The ULI panel also unveiled a plan, complete with design sketches and funding strategies, to transform the former stadium into a public park that could be completed in time for Super Bowl LI, which Houston is hosting in 2017.

ULI proposed to raise the dome’s sunken floor to grade level and to turn the interior into a flexible public park complete with lawns, climbing walls, and zip lines. The plan creates portals in the building at the four cardinal points that can be open or closed. Parts of the planted ground surface can be removed and replaced with hard surface for the purpose of hosting conventions. The interior is also reconfigurable for other regular NRG events: game day for the Houston Texans NFL team and the Houston Livestock Show and Rodeo. The lower levels provide 100,000 square feet of parking.

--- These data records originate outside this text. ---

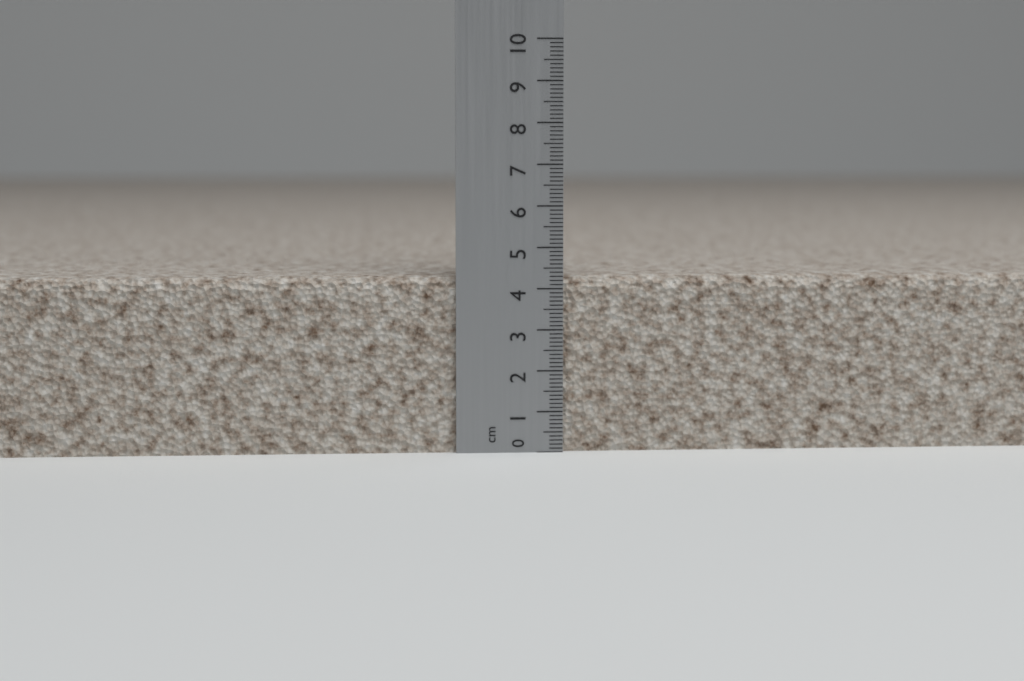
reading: 4.3 cm
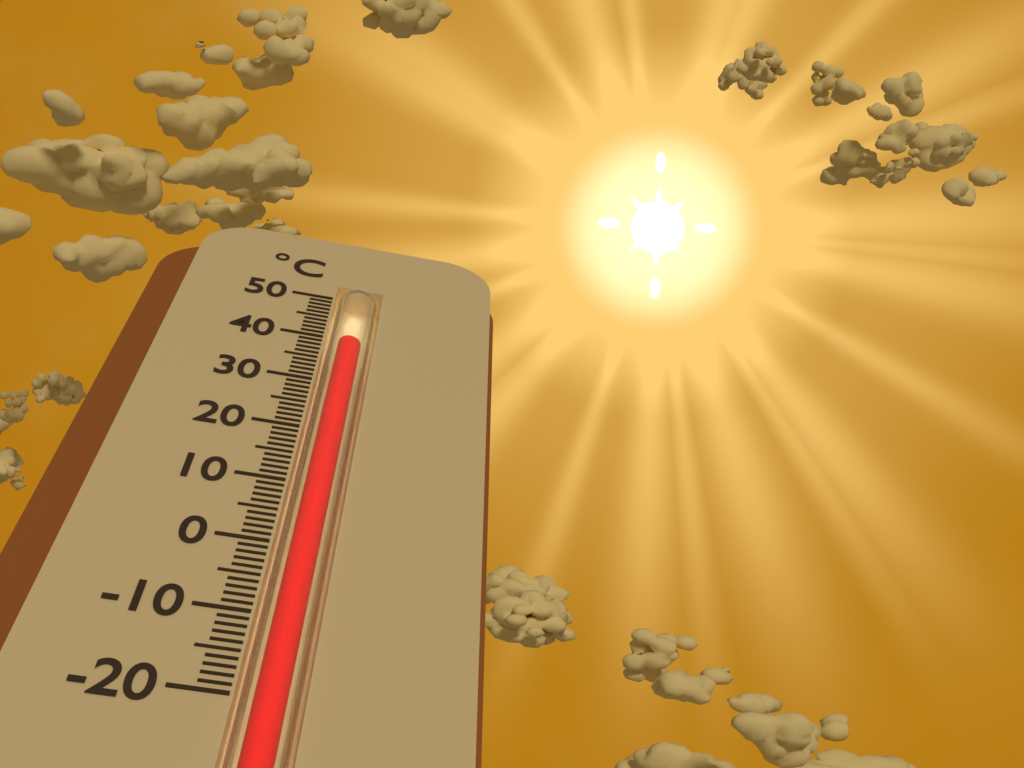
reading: 40 °C
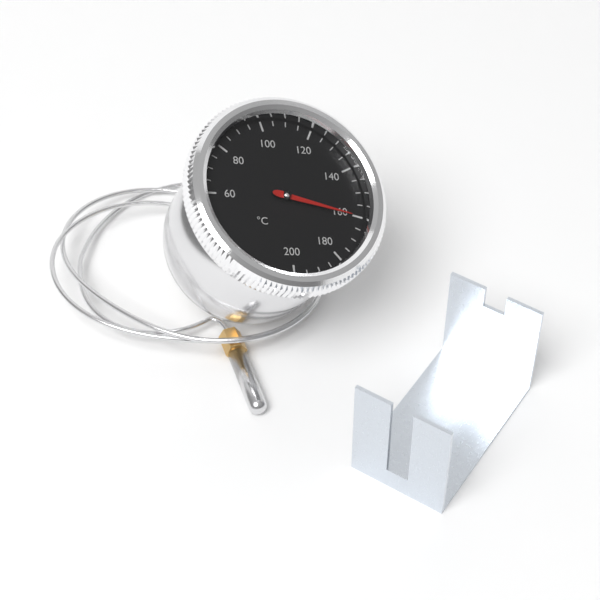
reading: 160 °C
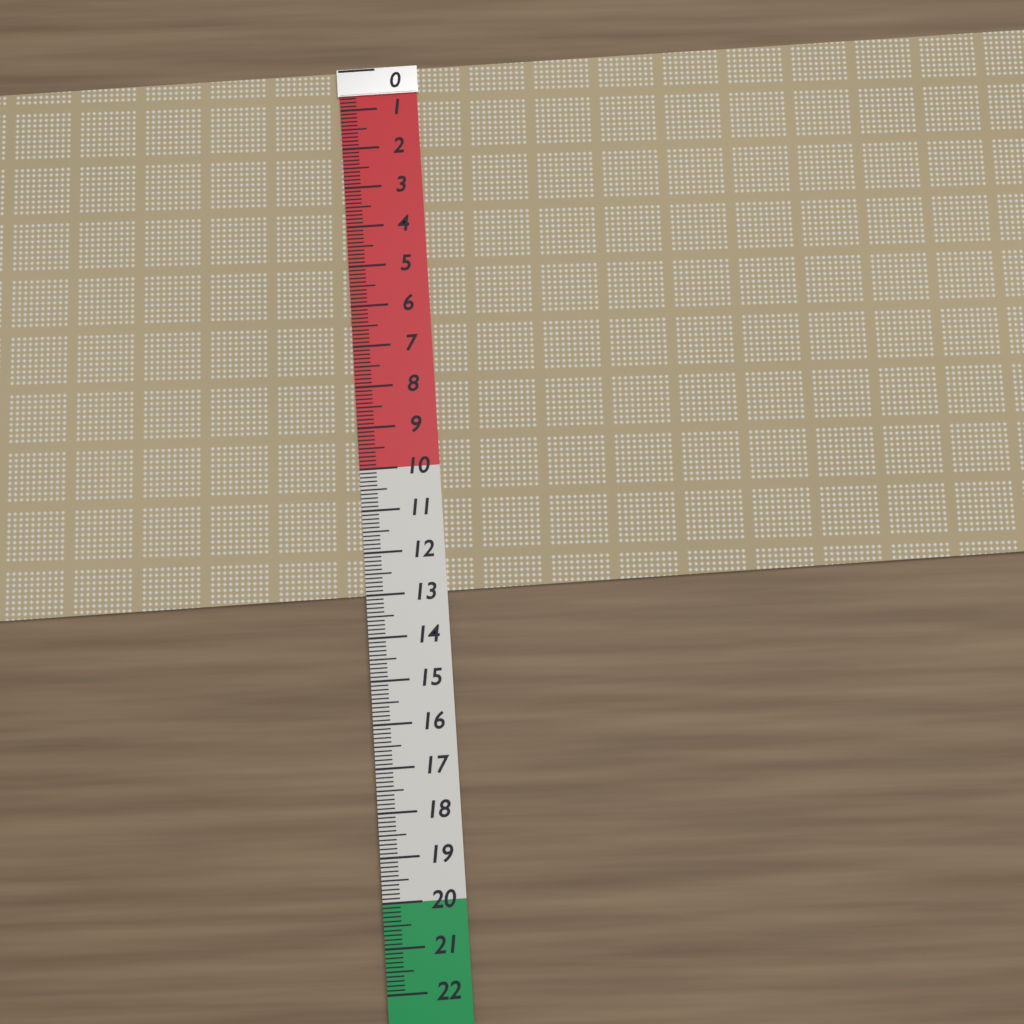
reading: 13.0 (no unit)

The ULI plan also made recommendations for the 360-acre NRG Park. The most significant of these is a civic park with live oak–shaded promenades that creates an ordered progression from the METRORail light rail station at the east edge of the site to the dome. Shaded promenades also link the dome to the other large NRG facilities, and a park, planted with native vegetation, surrounds the dome itself.

To pay for it all, ULI recommended a public private partnership with money coming from TIRZ-24, hotel and occupancy tax, philanthropy, project tax credits, federal and state energy funds, and a county bond if necessary. It estimated that the park’s operating budget would be between $500,000 and just under $1 million per acre.

Harris County Judge Ed Emmett told Urban Land, ULI’s magazine, “I give this almost a 100 percent chance of succeeding.”

In addition to Ratkovich, the panel included Amy Barrett of Permar; Peter Hasselman of Peter M. Hasselman; Cary Hirschstein of HR&A Advisors; Todd Mead of PWP Landscape Architecture; Robert Mills of Commonwealth Architects; Tom Murphy of ULI; David Panagore of New Haven Parking Authority; Douette Pryce of Pryce Resources; and Kevin Rieger of Anschutz Entertainment Group.